Check out our new chickie babes. Mrs Chicky is an English game. She was clucky so we let her sit on some of the Bantam Rhode Island eggs. She turned out to be a good mum. Now she’s started something - a Rhode Island hen has just decided she’d like to sit too. I guess we’ll have more in another month.
Australia's first Community Farm™ and the world's first Sustainable Community Farm™. Welcome to Good Heart Farm™ our homestead on the edge of the Tarkine wilderness. We practice and teach Good Heart Living™ (Good Heart Self-sufficiency™, homesteading, organic growing, natural farming, Self-Sufficient Farming™ and more!). We are the home of The Good Heart School of Self-Sufficiency™, Food Plant Sanctuary™, and The Centre for Community Self-Sufficiency™.
Sunday, November 20, 2016
Cabbages in the office
**This is from 25th October as spring has hurried on now and it’s got busy and I haven’t had much time to post.**
It’s been a very wet spring here this season and my peas rotted in the ground - so did my neighbours, and even my friends in town, and they’re right near coast. Cabbages have done pretty well though. I think Lisa is sick of hearing about the cabbages. She calls them ‘Findhorn’ cabbages - after the community in Scotland that reputedly grew giant vegetables, helped by the plant spirits, or devas. She likes eating cabbages more than me, though - I’m just the grower. Maybe she just dreams of giant cabbages, she is of Scottish descent after all.
My office, the BC garden, is looking a bit improved but not as good as last year at this time - although I have concentrated on a brassica crop this spring instead of as many potatoes. We’ve got potatoes in to come on after the brassicas but it’s been so wet I wasn’t able to put as much time into the garden as I would have liked. Still, it’s not looking too bad, and we’ve got food in the “hungry gap”. In fact we’re still eating the last of the apples and there’s plenty of dried chestnuts left as well as some maize and beans. We won’t starve.
Together with the Earth, our work in the garden provides for our bodies and nature provides beauty. So, here’s my office - and 'cabbages' for our souls.
It’s been a very wet spring here this season and my peas rotted in the ground - so did my neighbours, and even my friends in town, and they’re right near coast. Cabbages have done pretty well though. I think Lisa is sick of hearing about the cabbages. She calls them ‘Findhorn’ cabbages - after the community in Scotland that reputedly grew giant vegetables, helped by the plant spirits, or devas. She likes eating cabbages more than me, though - I’m just the grower. Maybe she just dreams of giant cabbages, she is of Scottish descent after all.
My office, the BC garden, is looking a bit improved but not as good as last year at this time - although I have concentrated on a brassica crop this spring instead of as many potatoes. We’ve got potatoes in to come on after the brassicas but it’s been so wet I wasn’t able to put as much time into the garden as I would have liked. Still, it’s not looking too bad, and we’ve got food in the “hungry gap”. In fact we’re still eating the last of the apples and there’s plenty of dried chestnuts left as well as some maize and beans. We won’t starve.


TASK ITEM:
Nothing but an exact reproduction of the records, pictures excluded, should be returned.
##########
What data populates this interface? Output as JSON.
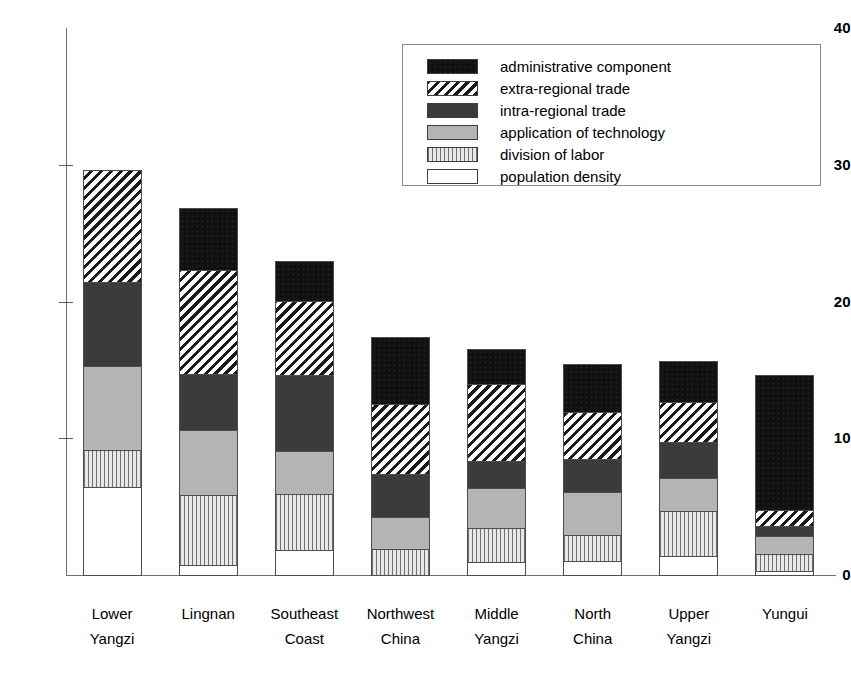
{
  "chart_data": {
    "type": "bar",
    "subtype": "stacked-vertical",
    "title": "",
    "subtitle": "",
    "xlabel": "",
    "ylabel": "",
    "ylim": [
      0,
      40
    ],
    "ytick_labels": [
      "0",
      "10",
      "20",
      "30",
      "40"
    ],
    "ytick_values": [
      0,
      10,
      20,
      30,
      40
    ],
    "grid": false,
    "legend_position": "top-right-inside",
    "categories": [
      "Lower Yangzi",
      "Lingnan",
      "Southeast Coast",
      "Northwest China",
      "Middle Yangzi",
      "North China",
      "Upper Yangzi",
      "Yungui"
    ],
    "category_lines": [
      [
        "Lower",
        "Yangzi"
      ],
      [
        "Lingnan",
        ""
      ],
      [
        "Southeast",
        "Coast"
      ],
      [
        "Northwest",
        "China"
      ],
      [
        "Middle",
        "Yangzi"
      ],
      [
        "North",
        "China"
      ],
      [
        "Upper",
        "Yangzi"
      ],
      [
        "Yungui",
        ""
      ]
    ],
    "stack_order_bottom_to_top": [
      "population density",
      "division of labor",
      "application of technology",
      "intra-regional trade",
      "extra-regional trade",
      "administrative component"
    ],
    "series": [
      {
        "name": "population density",
        "pattern": "white-solid",
        "color": "#ffffff",
        "values": [
          6.5,
          0.8,
          1.9,
          0.0,
          1.0,
          1.1,
          1.5,
          0.4
        ]
      },
      {
        "name": "division of labor",
        "pattern": "vertical-lines",
        "color": "#e8e8e8",
        "values": [
          2.8,
          5.2,
          4.2,
          2.0,
          2.6,
          2.0,
          3.3,
          1.3
        ]
      },
      {
        "name": "application of technology",
        "pattern": "light-gray-solid",
        "color": "#b4b4b4",
        "values": [
          6.2,
          4.8,
          3.2,
          2.4,
          3.0,
          3.2,
          2.5,
          1.4
        ]
      },
      {
        "name": "intra-regional trade",
        "pattern": "dark-gray-stipple",
        "color": "#3b3b3b",
        "values": [
          6.2,
          4.2,
          5.6,
          3.2,
          2.0,
          2.5,
          2.7,
          0.8
        ]
      },
      {
        "name": "extra-regional trade",
        "pattern": "diagonal-hatch",
        "color": "#1a1a1a",
        "values": [
          8.3,
          7.7,
          5.5,
          5.2,
          5.7,
          3.5,
          3.0,
          1.2
        ]
      },
      {
        "name": "administrative component",
        "pattern": "black-solid",
        "color": "#121212",
        "values": [
          0.0,
          4.6,
          3.0,
          5.0,
          2.7,
          3.6,
          3.1,
          10.0
        ]
      }
    ],
    "totals": [
      30.0,
      27.3,
      23.4,
      17.8,
      17.0,
      15.9,
      16.1,
      15.1
    ]
  },
  "legend": {
    "items": [
      {
        "label": "administrative component",
        "swatch": "black-solid"
      },
      {
        "label": "extra-regional trade",
        "swatch": "diagonal-hatch"
      },
      {
        "label": "intra-regional trade",
        "swatch": "dark-gray-stipple"
      },
      {
        "label": "application of technology",
        "swatch": "light-gray-solid"
      },
      {
        "label": "division of labor",
        "swatch": "vertical-lines"
      },
      {
        "label": "population density",
        "swatch": "white-solid"
      }
    ]
  }
}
##########
SOLUTION FOR THIS EXERCISE:
What data populates this interface? Output as JSON.
{
  "chart_data": {
    "type": "bar",
    "subtype": "stacked-vertical",
    "title": "",
    "subtitle": "",
    "xlabel": "",
    "ylabel": "",
    "ylim": [
      0,
      40
    ],
    "ytick_labels": [
      "0",
      "10",
      "20",
      "30",
      "40"
    ],
    "ytick_values": [
      0,
      10,
      20,
      30,
      40
    ],
    "grid": false,
    "legend_position": "top-right-inside",
    "categories": [
      "Lower Yangzi",
      "Lingnan",
      "Southeast Coast",
      "Northwest China",
      "Middle Yangzi",
      "North China",
      "Upper Yangzi",
      "Yungui"
    ],
    "category_lines": [
      [
        "Lower",
        "Yangzi"
      ],
      [
        "Lingnan",
        ""
      ],
      [
        "Southeast",
        "Coast"
      ],
      [
        "Northwest",
        "China"
      ],
      [
        "Middle",
        "Yangzi"
      ],
      [
        "North",
        "China"
      ],
      [
        "Upper",
        "Yangzi"
      ],
      [
        "Yungui",
        ""
      ]
    ],
    "stack_order_bottom_to_top": [
      "population density",
      "division of labor",
      "application of technology",
      "intra-regional trade",
      "extra-regional trade",
      "administrative component"
    ],
    "series": [
      {
        "name": "population density",
        "pattern": "white-solid",
        "color": "#ffffff",
        "values": [
          6.5,
          0.8,
          1.9,
          0.0,
          1.0,
          1.1,
          1.5,
          0.4
        ]
      },
      {
        "name": "division of labor",
        "pattern": "vertical-lines",
        "color": "#e8e8e8",
        "values": [
          2.8,
          5.2,
          4.2,
          2.0,
          2.6,
          2.0,
          3.3,
          1.3
        ]
      },
      {
        "name": "application of technology",
        "pattern": "light-gray-solid",
        "color": "#b4b4b4",
        "values": [
          6.2,
          4.8,
          3.2,
          2.4,
          3.0,
          3.2,
          2.5,
          1.4
        ]
      },
      {
        "name": "intra-regional trade",
        "pattern": "dark-gray-stipple",
        "color": "#3b3b3b",
        "values": [
          6.2,
          4.2,
          5.6,
          3.2,
          2.0,
          2.5,
          2.7,
          0.8
        ]
      },
      {
        "name": "extra-regional trade",
        "pattern": "diagonal-hatch",
        "color": "#1a1a1a",
        "values": [
          8.3,
          7.7,
          5.5,
          5.2,
          5.7,
          3.5,
          3.0,
          1.2
        ]
      },
      {
        "name": "administrative component",
        "pattern": "black-solid",
        "color": "#121212",
        "values": [
          0.0,
          4.6,
          3.0,
          5.0,
          2.7,
          3.6,
          3.1,
          10.0
        ]
      }
    ],
    "totals": [
      30.0,
      27.3,
      23.4,
      17.8,
      17.0,
      15.9,
      16.1,
      15.1
    ]
  },
  "legend": {
    "items": [
      {
        "label": "administrative component",
        "swatch": "black-solid"
      },
      {
        "label": "extra-regional trade",
        "swatch": "diagonal-hatch"
      },
      {
        "label": "intra-regional trade",
        "swatch": "dark-gray-stipple"
      },
      {
        "label": "application of technology",
        "swatch": "light-gray-solid"
      },
      {
        "label": "division of labor",
        "swatch": "vertical-lines"
      },
      {
        "label": "population density",
        "swatch": "white-solid"
      }
    ]
  }
}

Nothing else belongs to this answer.